Returns the resolved node IDs (empty if the build doesn't contain the target file).
Why this matters
Without identity verification, a bare find_node_info(&build.nodes, node_id) across all builds would silently match the wrong function. For example, node ID 616 = swap in the file build, but node ID 616 = a completely different library function in a sub-cache. resolve_target_in_build() prevents this class of bug.
Deduplication
When the same function appears in multiple builds (file build + project build both contain PoolManager.swap), the results have different NodeIds but the same source position. Results are deduplicated by source position (selectionRange.start), never by node ID.
Key files
| File | Role |
|---|---|
src/call_hierarchy.rs | Core module: verify_node_identity(), resolve_target_in_build(), incoming_calls(), outgoing_calls(), resolve_callable_at_position(), LSP conversion helpers |
src/goto.rs | CachedBuild struct (field: base_function_implementation), construction |
src/references.rs | byte_to_id() — span containment node lookup used by the slow path |
src/lsp.rs | LSP handlers: prepare_call_hierarchy, incoming_calls, outgoing_calls; capability advertisement |
Runtime flow
prepareCallHierarchy
byte_to_id()finds the innermost AST node at the cursorresolve_callable_at_position()checks:- Is the node itself a callable declaration? Return its ID
- Does the node reference a callable via
referencedDeclaration? Return that - Find the narrowest enclosing callable by span containment
- Build a
CallHierarchyItemfrom eitherdecl_index(fresh build) ornodesindex (warm cache fallback) - Store
nodeIdin the item'sdatafield for use by incoming/outgoing handlers
incomingCalls
- Extract
nodeIdfrom theCallHierarchyItem.data - Resolve target identity: extract
(abs_path, name, name_offset)from the item's URI andselectionRange - Expand target IDs via
base_function_implementationto include equivalent interface/implementation IDs - For each build:
a.
resolve_target_in_build()to get build-local target IDs b.incoming_calls(nodes, &target_ids)— scannodesfor references matching any target ID, resolve enclosing callables via span containment c.
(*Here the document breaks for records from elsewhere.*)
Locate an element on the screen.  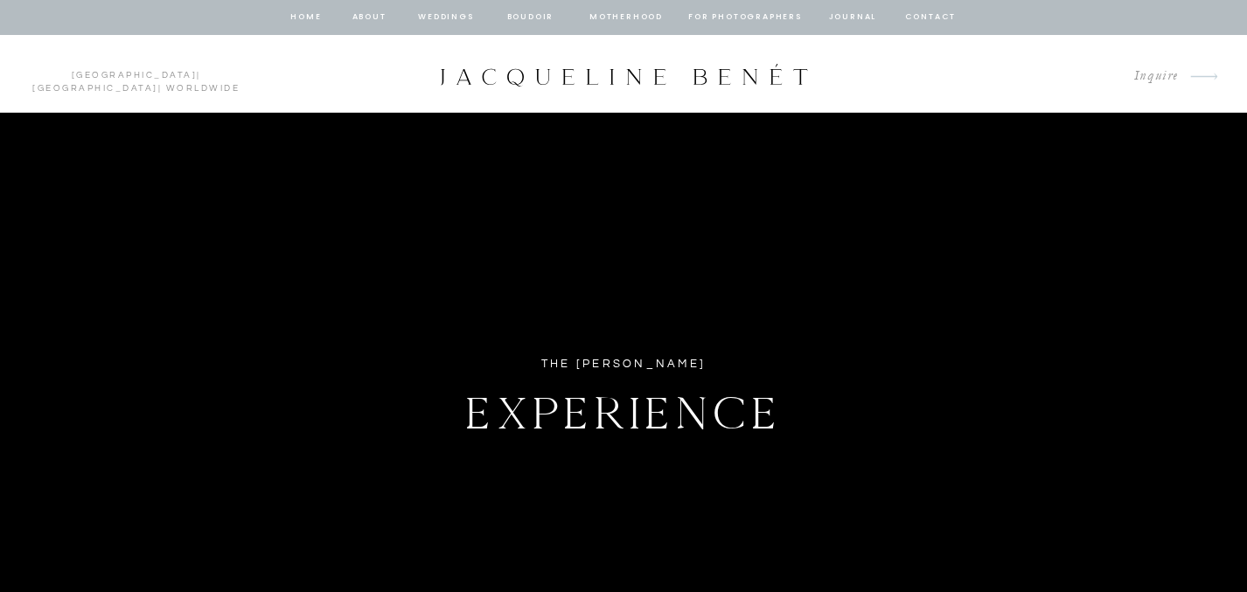
a: Weddings is located at coordinates (446, 17).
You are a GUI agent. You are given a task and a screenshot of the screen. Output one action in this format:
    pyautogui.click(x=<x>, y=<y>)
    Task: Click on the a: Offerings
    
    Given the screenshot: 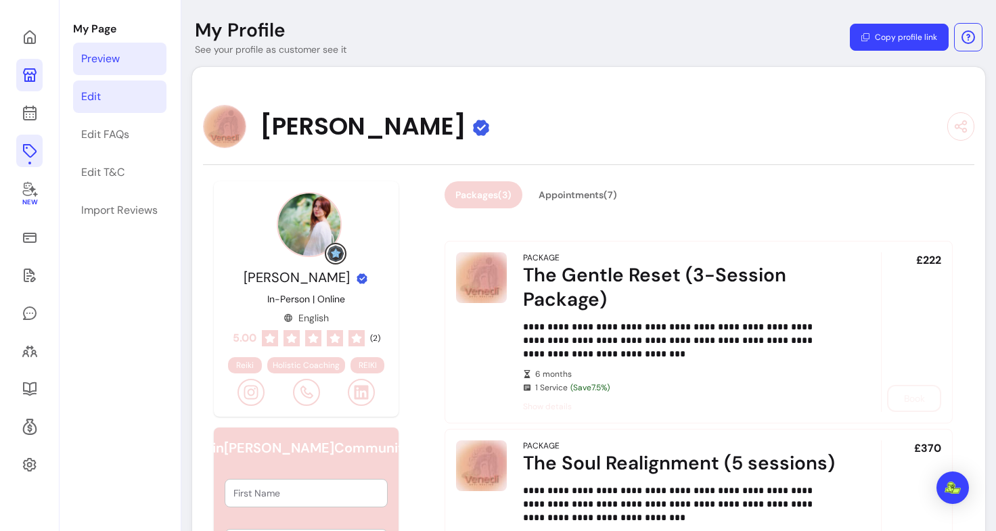 What is the action you would take?
    pyautogui.click(x=29, y=151)
    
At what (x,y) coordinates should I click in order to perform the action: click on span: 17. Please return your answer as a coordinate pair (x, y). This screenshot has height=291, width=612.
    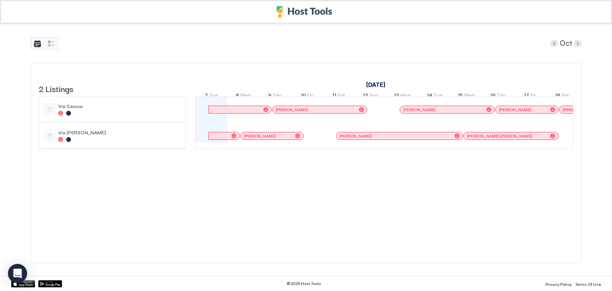
    Looking at the image, I should click on (526, 96).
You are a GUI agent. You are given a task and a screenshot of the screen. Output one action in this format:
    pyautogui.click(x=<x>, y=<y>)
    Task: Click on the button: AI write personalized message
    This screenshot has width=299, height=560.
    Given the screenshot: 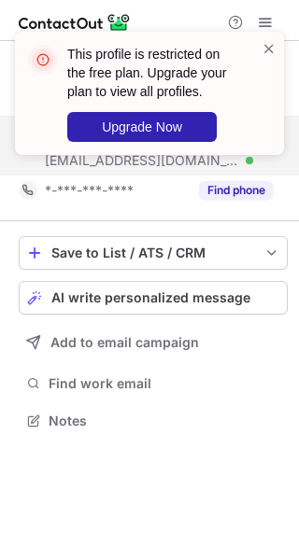 What is the action you would take?
    pyautogui.click(x=153, y=298)
    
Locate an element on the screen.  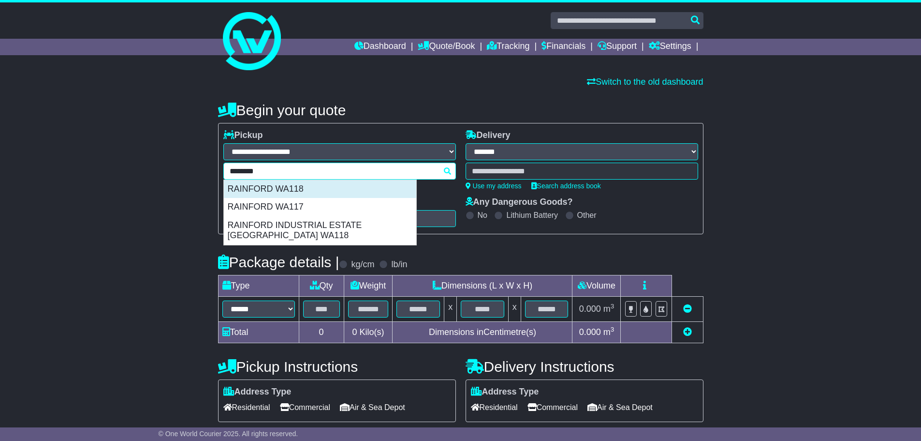
a: Settings is located at coordinates (670, 47).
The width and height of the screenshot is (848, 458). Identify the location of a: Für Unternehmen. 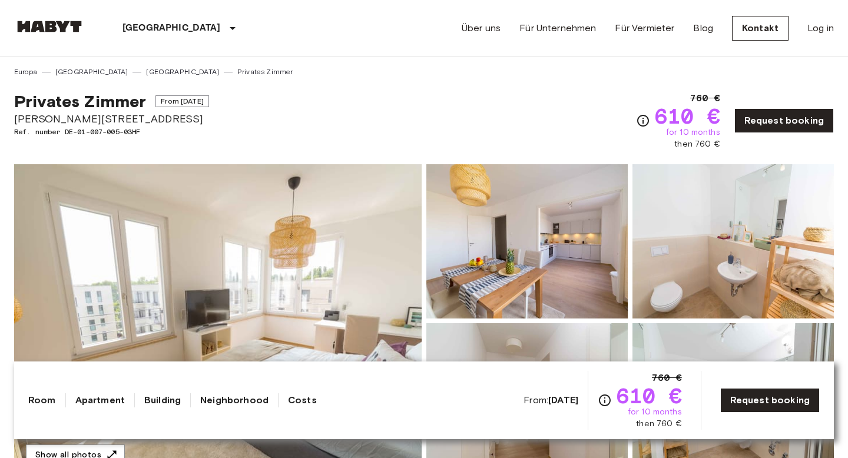
(558, 28).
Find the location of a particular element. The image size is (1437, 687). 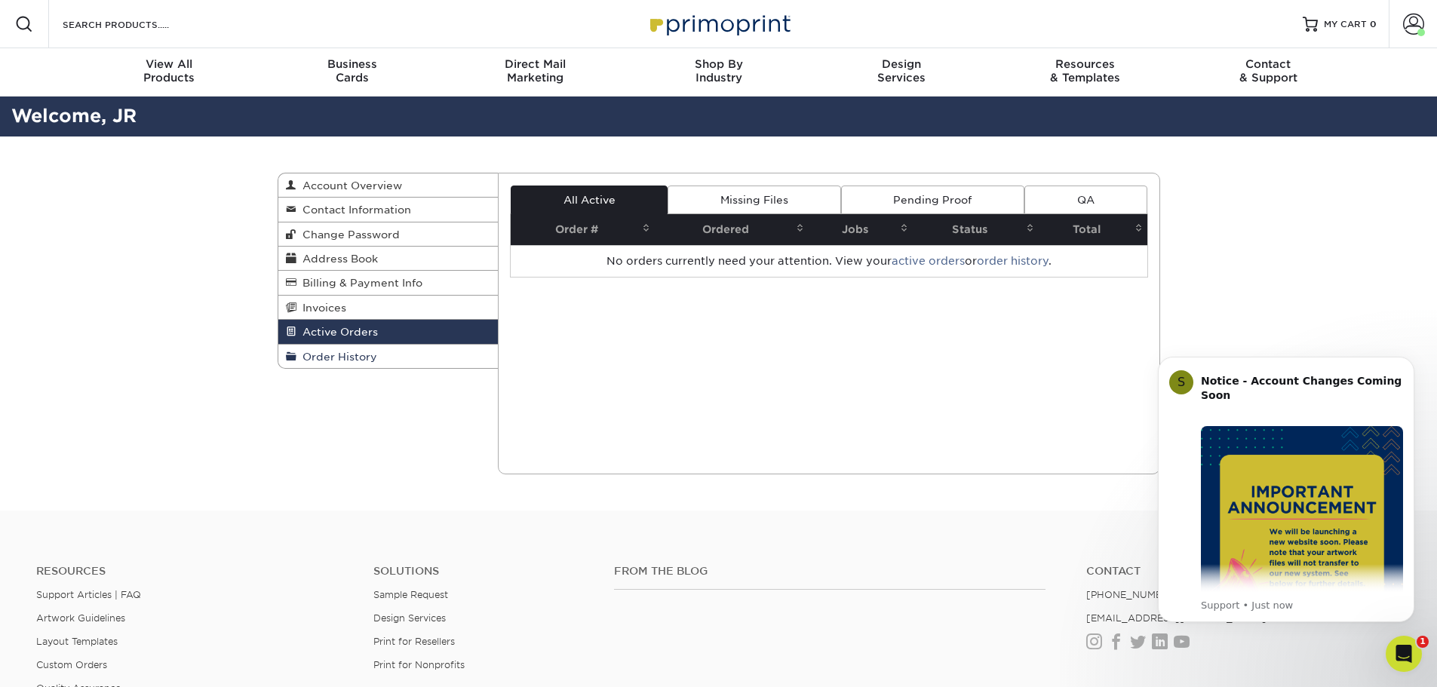

td: No orders currently need your attention. View your or . is located at coordinates (829, 261).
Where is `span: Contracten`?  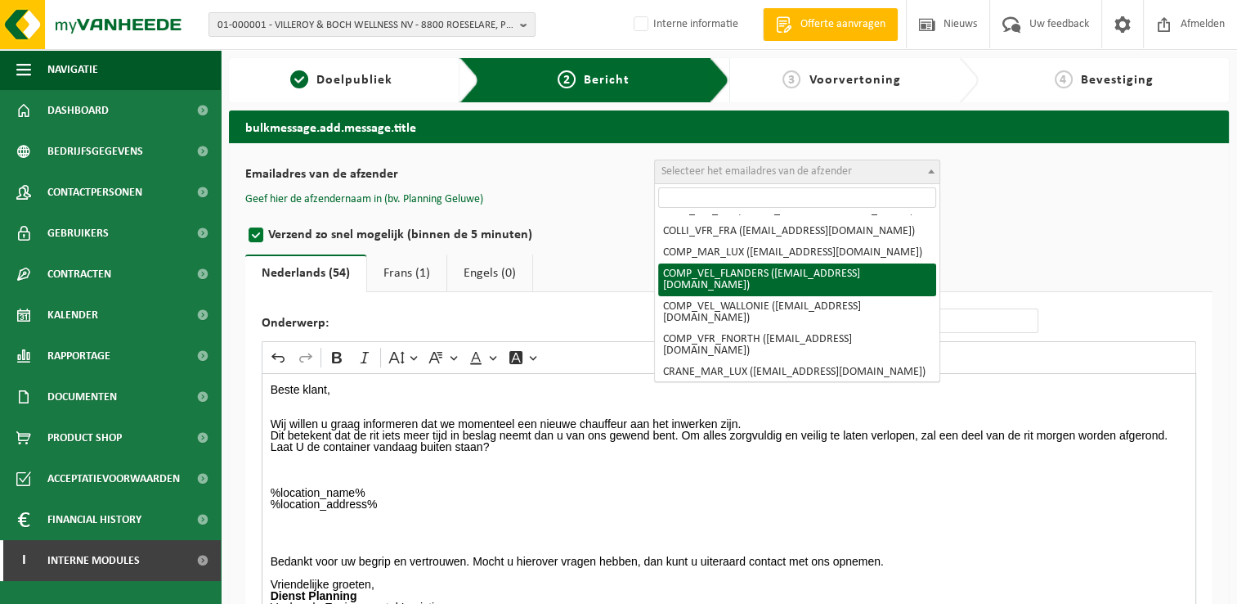
span: Contracten is located at coordinates (79, 274).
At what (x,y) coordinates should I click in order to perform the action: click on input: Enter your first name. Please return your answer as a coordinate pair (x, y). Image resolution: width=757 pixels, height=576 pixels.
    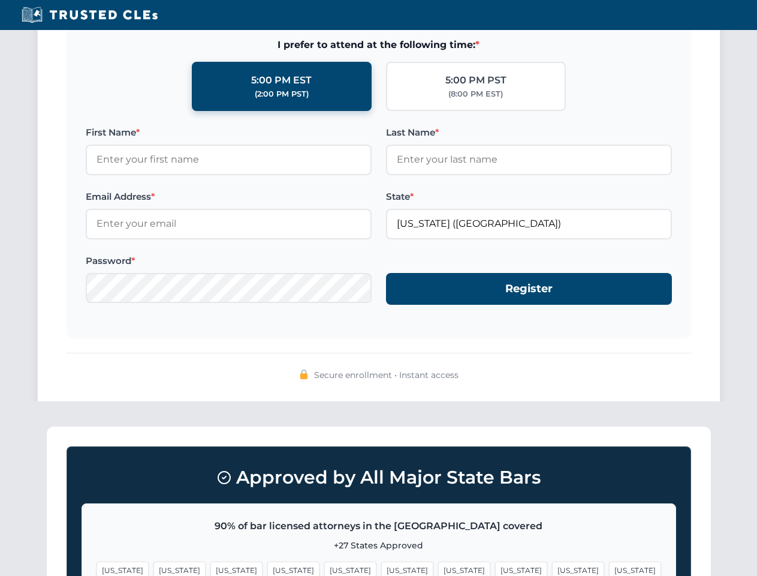
    Looking at the image, I should click on (228, 160).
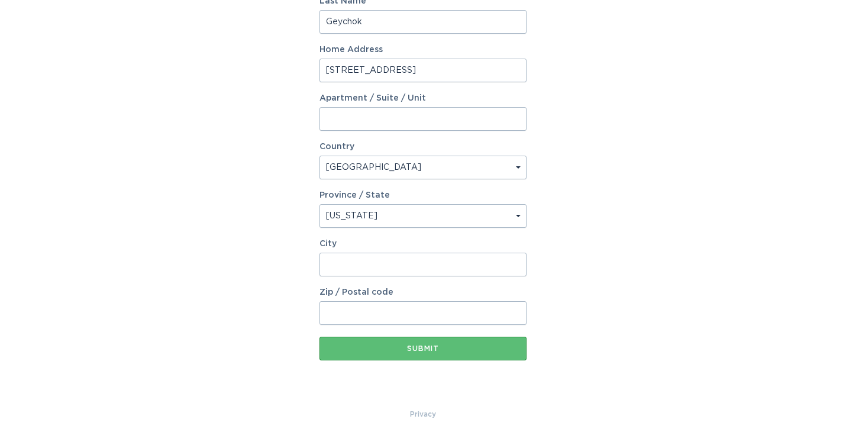 This screenshot has width=846, height=432. I want to click on a: Privacy Policy & Terms of Use, so click(423, 414).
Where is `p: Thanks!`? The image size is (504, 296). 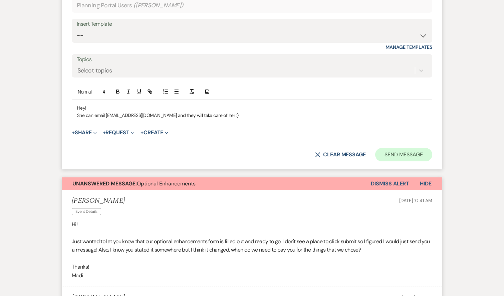 p: Thanks! is located at coordinates (252, 267).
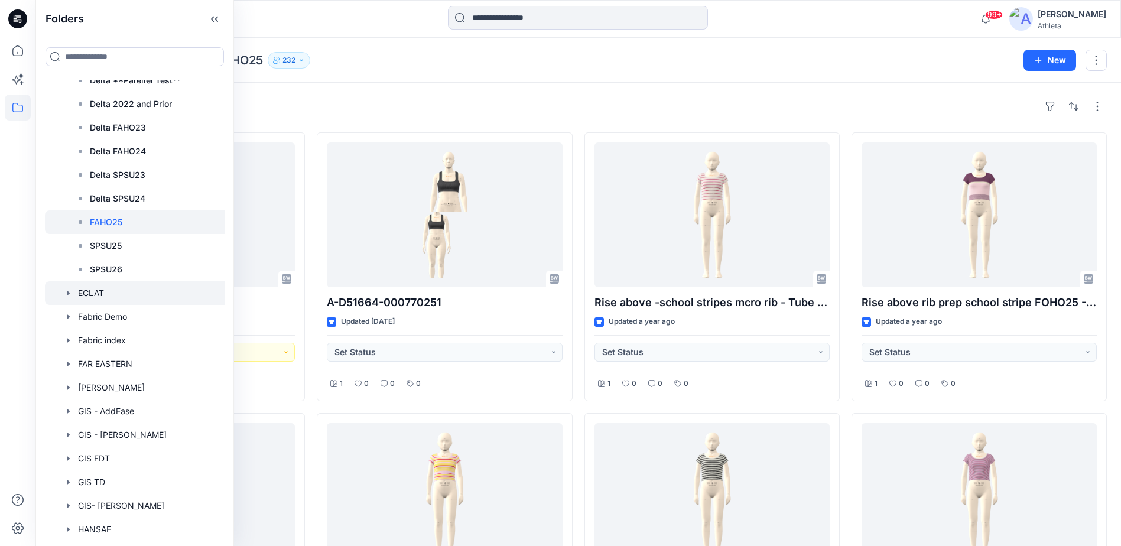 The height and width of the screenshot is (546, 1121). Describe the element at coordinates (118, 175) in the screenshot. I see `p: Delta SPSU23` at that location.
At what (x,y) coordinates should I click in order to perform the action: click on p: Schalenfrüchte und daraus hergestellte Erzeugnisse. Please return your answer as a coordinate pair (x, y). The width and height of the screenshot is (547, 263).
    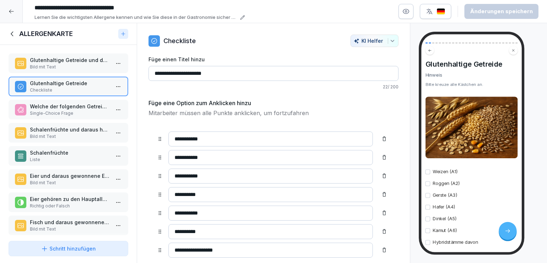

BuildCallHierarchyIncomingCallitems within the build loop (not after — prevents node ID leaks across builds) - Dedup by
selectionRange.start
outgoingCalls
- Extract
nodeIdfrom theCallHierarchyItem.data - Resolve target identity: extract
(abs_path, name, name_offset)from the item's URI andselectionRange - For each build:
a.
resolve_target_in_build()to get the build-local caller ID b.outgoing_calls(nodes, caller_id)— find all reference nodes inside the caller's span pointing to callables c. BuildCallHierarchyOutgoingCallitems within the build loop - Sort by source position (server-side, not client-side)
- Dedup by
selectionRange.start
Known limitations
- Cross-file callers from test files: Incoming calls only include callers from files in the current build's scope. If a test file calls a function but isn't part of the file-level import closure, it requires a project-level build to appear. Use
waitForProgressToken: "solidity/projectIndexFull"in benchmarks to ensure full coverage. - Yul internal functions: Calls within
assembly {}blocks to Yul-internal functions are not tracked. Only calls to Solidity-level callables (viaexternalReferences) are visible.